Keeping up with Ag. And it covers fees as well which can be even bigger than tuition in some cases. Baseball will benefit
how can you hate on this? Extremely cool move by UT and good way to use a fraction of their enormous endowment. Good on the horns (hate to say it)Cool headline. Now how many kids will actually qualify academically.
As someone who paid his own way through TCU through financial aid, there’s no hate. It was an honest question.how can you hate on this? Extremely cool move by UT and good way to use a fraction of their enormous endowment. Good on the horns (hate to say it)
As someone who paid his own way through TCU through financial aid, there’s no hate. It was an honest question.
I would love to know the real impact. How many students will benefit? Do you know?
EDIT berry noted it.
How can you "stack" athletic aid with a full scholarship?
What I mean is: Kid who qualifies for this program gets offered by Texas' baseball team, but they say "We don't have a scholarship for you". He's not allowed to play baseball? Or walk on?
I think Todd's point is (and I think he's right) it seems like this would still be a much more substantial benefit than a 1/4 or 1/3 baseball scholly, though, whether it covers food and living costs or not. If given the choice were I a top baseball player I'd probably take this every time and play as a walk-on. My loans to cover food and living arrangements would be much less than my loans to cover school and everything else.I'm guessing the tuition/fees thing doesn't include things like room & board, food. Athletic scholarship could provide those, but not in combination with this new non-athletic tuition/fee benefit, as I understand it.

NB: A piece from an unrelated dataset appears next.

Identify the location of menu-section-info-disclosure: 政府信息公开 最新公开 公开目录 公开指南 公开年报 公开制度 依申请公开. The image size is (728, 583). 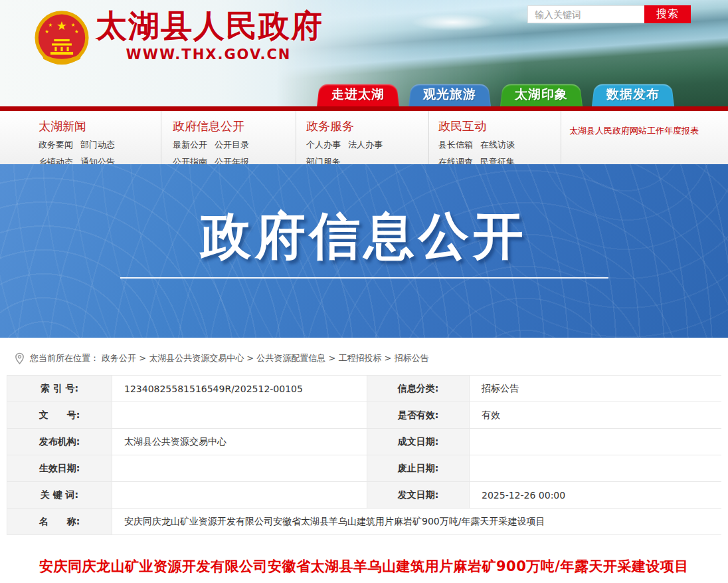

Certainly a good question. As expensive as competitive baseball has become you're probably right. Another thing that would keep this from benefiting the baseball program is that the elite baseball player would not only have to come from an extremely low income family, but he'd also have to graduate in the top 5% - 6% of his class or whatever the requirement is these days. That's probably going to be an even rarer bird. Much more likely in rural communities, IMO, where $65K for a family can go much further, you still see multi-sport athlete more prevalent, and it's easier academically to graduate with a high rank in the class.The real question is, how many elite baseball players come from families who make less than $65,000 a year combined. I’m guessing it’s not all that common?